On the wall of a room that he assumed was his he saw an unfamiliar pennant—a college or high-school pennant. He stared at it as he staggered toward his bed. ARHOOLIE. Arhoolie? This too he could not identify. As he fell into bed the room seemed to distend, to warp about him. His skin felt as though he’d been broiled under a grill.
“A whole plate of fire!” he heard Clark screech just before he fell into numbed sleep.
* * *
He dreamed, vividly, of traveling toward a great forest. Huge trees fanned across a plain, their shadows darkening the land before them. Their leafy heads fanned too; bent toward walking Tabby, shook at him. He should run, he knew, he should turn tail and run like hell—even the trees were telling him so. From the great forest came a wave of bitterness, of evil—of what felt like evil to the boy because of the strength of the bitterness. He should have run away, but he had to get nearer, had to see what lay hidden between, beneath those reaching trees. As he drew nearer, he gradually began to hear the noises of animals—of an
imals in pain, screaming or whimpering in terror and agony. Accompanying these terrible sounds of pain and death were the violent noises of the battles still going on: bodies cracking against trees, the earth shredded by claws and hooves. Some animal screamed out in a woman’s voice, high-pitched and fearful. In the forest the animals had turned against themselves; and if Tabby took one step between the thick leaning trees, they would leap upon him and rip his heart from his body. That scream like a woman’s unfurled over his head.

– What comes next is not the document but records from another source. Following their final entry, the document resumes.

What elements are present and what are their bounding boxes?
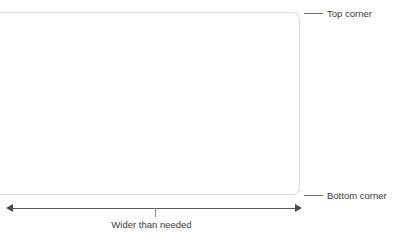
bottom-corner-label: Bottom corner bbox=[327, 190, 387, 201]
bottom-corner-leader-line bbox=[304, 195, 323, 196]
width-dimension-center-tick bbox=[155, 208, 156, 217]
arrow-right-icon bbox=[295, 204, 302, 212]
top-corner-label: Top corner bbox=[327, 8, 372, 19]
top-corner-leader-line bbox=[304, 13, 323, 14]
width-dimension-label: Wider than needed bbox=[0, 219, 303, 231]
diagram-canvas: Top corner Bottom corner Wider than need… bbox=[0, 0, 420, 243]
arrow-left-icon bbox=[6, 204, 13, 212]
rounded-rectangle-shape bbox=[0, 12, 300, 195]
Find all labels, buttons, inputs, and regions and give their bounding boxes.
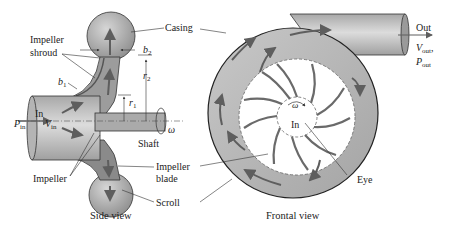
label-omega-side: ω xyxy=(168,124,175,135)
label-impeller-shroud-1: Impeller xyxy=(30,34,64,45)
label-p-out: Pout xyxy=(416,56,431,71)
label-v-out: Vout, xyxy=(416,42,434,57)
label-p-in: Pin xyxy=(14,118,26,133)
label-eye: Eye xyxy=(357,174,373,185)
shaft xyxy=(95,113,165,131)
label-out: Out xyxy=(416,22,431,33)
label-impeller: Impeller xyxy=(33,173,67,184)
label-in-side: In xyxy=(35,108,43,119)
label-casing: Casing xyxy=(165,22,193,33)
label-b2: b2 xyxy=(143,44,152,59)
inlet-pipe xyxy=(32,96,100,160)
label-impeller-blade-2: blade xyxy=(156,173,178,184)
label-impeller-shroud-2: shroud xyxy=(30,47,57,58)
frontal-view xyxy=(200,14,432,202)
label-omega-frontal: ω xyxy=(292,100,298,111)
label-r2: r2 xyxy=(143,70,150,85)
pump-diagram xyxy=(0,0,450,228)
label-shaft: Shaft xyxy=(138,138,159,149)
label-r1: r1 xyxy=(129,97,136,112)
label-b1: b1 xyxy=(58,76,67,91)
label-v-in: Vin xyxy=(45,118,57,133)
label-in-frontal: In xyxy=(291,119,299,130)
caption-side-view: Side view xyxy=(90,210,132,221)
label-scroll: Scroll xyxy=(156,197,180,208)
caption-frontal-view: Frontal view xyxy=(266,210,319,221)
label-impeller-blade-1: Impeller xyxy=(156,161,190,172)
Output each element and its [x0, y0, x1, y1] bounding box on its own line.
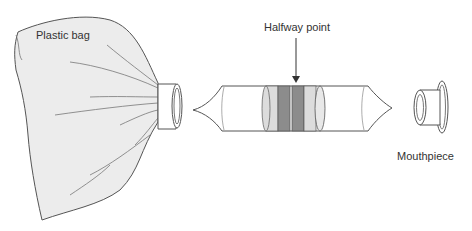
breathalyzer-diagram: Plastic bag Halfway point Mouthpiece — [0, 0, 472, 231]
detector-tube — [193, 86, 392, 131]
mouthpiece-label: Mouthpiece — [397, 150, 454, 162]
plastic-bag-shape — [15, 17, 158, 220]
plastic-bag-label: Plastic bag — [36, 29, 90, 41]
mouthpiece — [414, 81, 448, 133]
halfway-arrow — [292, 38, 300, 83]
bag-connector — [158, 84, 182, 129]
halfway-point-label: Halfway point — [264, 21, 330, 33]
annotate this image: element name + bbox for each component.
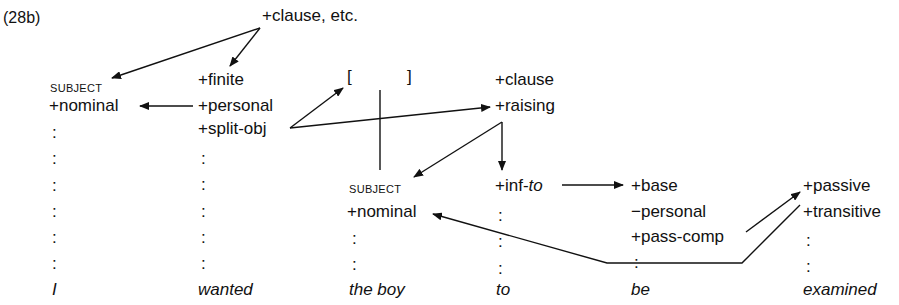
feature-base: +base bbox=[631, 177, 678, 195]
diagram-28b: (28b) +clause, etc. SUBJECT +nominal : :… bbox=[0, 0, 899, 305]
root-features: +clause, etc. bbox=[262, 7, 358, 25]
feature-raising: +raising bbox=[495, 97, 555, 115]
word-the-boy: the boy bbox=[349, 281, 405, 299]
word-be: be bbox=[631, 281, 650, 299]
word-examined: examined bbox=[803, 281, 877, 299]
bracket-close: ] bbox=[407, 68, 412, 86]
feature-nominal-i: +nominal bbox=[49, 97, 118, 115]
word-to: to bbox=[496, 281, 510, 299]
feature-nominal-the-boy: +nominal bbox=[347, 203, 416, 221]
feature-personal: +personal bbox=[198, 97, 273, 115]
arrow-splitobj-to-raising bbox=[290, 107, 490, 128]
ellipsis-column-to: : : : bbox=[498, 203, 503, 282]
feature-passive: +passive bbox=[803, 177, 871, 195]
feature-split-obj: +split-obj bbox=[198, 120, 267, 138]
subject-label-the-boy: SUBJECT bbox=[349, 180, 401, 198]
example-label: (28b) bbox=[3, 9, 40, 27]
feature-finite: +finite bbox=[198, 71, 244, 89]
arrow-splitobj-to-bracket bbox=[290, 88, 343, 128]
ellipsis-column-be: : bbox=[634, 254, 639, 272]
ellipsis-column-i: : : : : : : bbox=[52, 120, 57, 278]
feature-transitive: +transitive bbox=[803, 203, 881, 221]
arrow-transitive-to-nominal bbox=[433, 205, 800, 263]
arrow-raising-to-subject bbox=[414, 122, 502, 177]
ellipsis-column-the-boy: : : bbox=[352, 226, 357, 279]
ellipsis-column-wanted: : : : : : bbox=[201, 146, 206, 277]
feature-inf-to-italic: to bbox=[529, 176, 543, 195]
feature-inf-prefix: +inf- bbox=[495, 176, 529, 195]
word-i: I bbox=[52, 281, 57, 299]
feature-pass-comp: +pass-comp bbox=[631, 228, 724, 246]
subject-label-i: SUBJECT bbox=[50, 79, 102, 97]
word-wanted: wanted bbox=[198, 281, 253, 299]
feature-inf-to: +inf-to bbox=[495, 177, 543, 195]
arrow-layer bbox=[0, 0, 899, 305]
bracket-open: [ bbox=[347, 68, 352, 86]
arrow-passcomp-to-passive bbox=[746, 192, 800, 232]
feature-minus-personal: −personal bbox=[631, 203, 706, 221]
ellipsis-column-examined: : : bbox=[806, 228, 811, 281]
feature-clause: +clause bbox=[495, 71, 554, 89]
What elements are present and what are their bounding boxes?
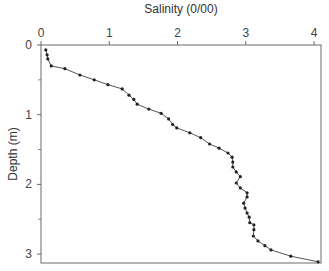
data-point xyxy=(231,161,234,164)
data-point xyxy=(256,239,259,242)
y-tick-label: 0 xyxy=(25,38,32,52)
data-point xyxy=(252,234,255,237)
data-point xyxy=(78,73,81,76)
y-tick-label: 2 xyxy=(25,177,32,191)
data-point xyxy=(121,87,124,90)
data-point xyxy=(46,53,49,56)
data-point xyxy=(239,175,242,178)
data-point xyxy=(167,117,170,120)
x-tick-label: 4 xyxy=(311,26,318,40)
data-point xyxy=(132,98,135,101)
data-point xyxy=(106,83,109,86)
data-point xyxy=(244,207,247,210)
data-point xyxy=(246,191,249,194)
salinity-profile-line xyxy=(46,50,318,262)
x-tick-label: 0 xyxy=(38,26,45,40)
data-point xyxy=(171,123,174,126)
x-tick-label: 2 xyxy=(174,26,181,40)
data-point xyxy=(93,78,96,81)
data-point xyxy=(44,48,47,51)
data-point xyxy=(289,255,292,258)
data-point xyxy=(246,195,249,198)
x-tick-label: 1 xyxy=(106,26,113,40)
data-point xyxy=(188,131,191,134)
data-point xyxy=(147,108,150,111)
data-point xyxy=(175,126,178,129)
data-point xyxy=(248,221,251,224)
data-point xyxy=(269,248,272,251)
data-point xyxy=(239,186,242,189)
data-point xyxy=(231,165,234,168)
x-axis-ticks: 01234 xyxy=(38,26,318,45)
data-point xyxy=(208,142,211,145)
data-point xyxy=(263,244,266,247)
data-point xyxy=(63,67,66,70)
data-point xyxy=(252,223,255,226)
y-axis-title: Depth (m) xyxy=(6,127,20,180)
plot-frame xyxy=(41,45,321,263)
data-point xyxy=(160,112,163,115)
data-point xyxy=(235,181,238,184)
data-point xyxy=(199,136,202,139)
data-point xyxy=(231,156,234,159)
x-axis-title: Salinity (0/00) xyxy=(144,2,217,16)
data-point-markers xyxy=(44,48,320,263)
data-point xyxy=(127,94,130,97)
y-axis-ticks: 0123 xyxy=(25,38,41,261)
data-point xyxy=(218,147,221,150)
data-point xyxy=(50,64,53,67)
data-point xyxy=(246,211,249,214)
data-point xyxy=(242,202,245,205)
data-point xyxy=(317,260,320,263)
y-tick-label: 3 xyxy=(25,247,32,261)
data-point xyxy=(226,151,229,154)
data-point xyxy=(136,103,139,106)
data-point xyxy=(235,170,238,173)
data-point xyxy=(248,216,251,219)
salinity-depth-chart: Salinity (0/00) Depth (m) 01234 0123 xyxy=(0,0,329,271)
y-tick-label: 1 xyxy=(25,108,32,122)
data-point xyxy=(252,228,255,231)
x-tick-label: 3 xyxy=(242,26,249,40)
data-point xyxy=(46,57,49,60)
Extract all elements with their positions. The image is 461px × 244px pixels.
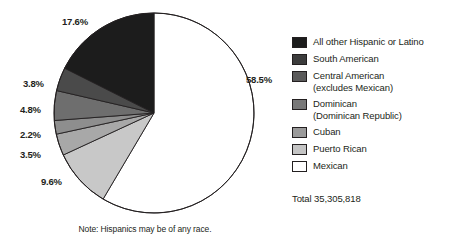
total-label: Total 35,305,818 (292, 193, 361, 204)
legend-label: Dominican(Dominican Republic) (313, 98, 402, 121)
legend-label: South American (313, 53, 379, 65)
legend-item[interactable]: Central American(excludes Mexican) (292, 70, 461, 93)
legend-label: All other Hispanic or Latino (313, 36, 424, 48)
pie-chart-area: 58.5% 9.6% 3.5% 2.2% 4.8% 3.8% 17.6% (0, 0, 280, 226)
legend-item[interactable]: All other Hispanic or Latino (292, 36, 461, 48)
legend-swatch (292, 37, 307, 48)
legend-swatch (292, 54, 307, 65)
legend-item[interactable]: Cuban (292, 126, 461, 138)
slice-percent-cuban: 3.5% (20, 149, 41, 160)
slice-percent-mexican: 58.5% (246, 74, 272, 85)
slice-percent-puerto-rican: 9.6% (41, 176, 62, 187)
legend-swatch (292, 99, 307, 110)
legend-swatch (292, 71, 307, 82)
legend-swatch (292, 144, 307, 155)
legend-swatch (292, 161, 307, 172)
legend-label: Mexican (313, 160, 348, 172)
slice-percent-all-other: 17.6% (62, 16, 88, 27)
legend-item[interactable]: Dominican(Dominican Republic) (292, 98, 461, 121)
legend-item[interactable]: South American (292, 53, 461, 65)
legend-label-line2: (excludes Mexican) (313, 82, 393, 94)
pie-slice-group (54, 13, 254, 213)
legend-label: Puerto Rican (313, 143, 367, 155)
chart-legend: All other Hispanic or LatinoSouth Americ… (292, 36, 461, 177)
legend-item[interactable]: Puerto Rican (292, 143, 461, 155)
slice-percent-central-american: 4.8% (20, 104, 41, 115)
slice-percent-south-american: 3.8% (23, 78, 44, 89)
slice-percent-dominican: 2.2% (20, 129, 41, 140)
legend-swatch (292, 127, 307, 138)
legend-label: Cuban (313, 126, 341, 138)
legend-item[interactable]: Mexican (292, 160, 461, 172)
legend-label-line2: (Dominican Republic) (313, 110, 402, 122)
legend-label: Central American(excludes Mexican) (313, 70, 393, 93)
pie-chart-figure: 58.5% 9.6% 3.5% 2.2% 4.8% 3.8% 17.6% All… (0, 0, 461, 244)
pie-svg (0, 0, 280, 226)
chart-note: Note: Hispanics may be of any race. (0, 224, 290, 234)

When he opened his eyes, his hands gripping the warm top edge of a sheet, he saw a glimmering, twisting pool of white light in the middle of his dark room. He had seen this earlier, he could not remember where. And then he remembered his father seated drunkenly at the kitchen table a few days before, this same light playing behind his head.
Tabby’s bedroom had become stiflingly hot. The smell of woodsmoke, prickly but comfortable, filled the room.
The twisting pane of light just past the end of his bed was drawing into itself, concentrating. All those mad animals in the forest . . . Tabby shrank down into his bed, aware for the first time of how his perspiration had dampened the sheets.
The shifting pane of white drew into itself, twisted down into a characterless face. Tabby’s body tightened on the damp bed, and he inhaled a great gulp of smoke-perfumed air. The white face before him, still changing, was blank and babyish: but the forehead tilted back and erupted into bulges over the eyes, the chin grew out like a spade, the ears lapped over. The face before Tabby hardened into itself and grinned.
It was the face of Gideon Winter, the true face beneath the one he had shown the world.
Gideon Winter’s white face leaned toward him as had the brutal trees in his dream. Tabby was faintly conscious of black clothing imbued with the pervasive smell of woodsmoke. The huge mouth opened: pointed teeth. A tongue like a long snake coiled obscenely out toward Tabby.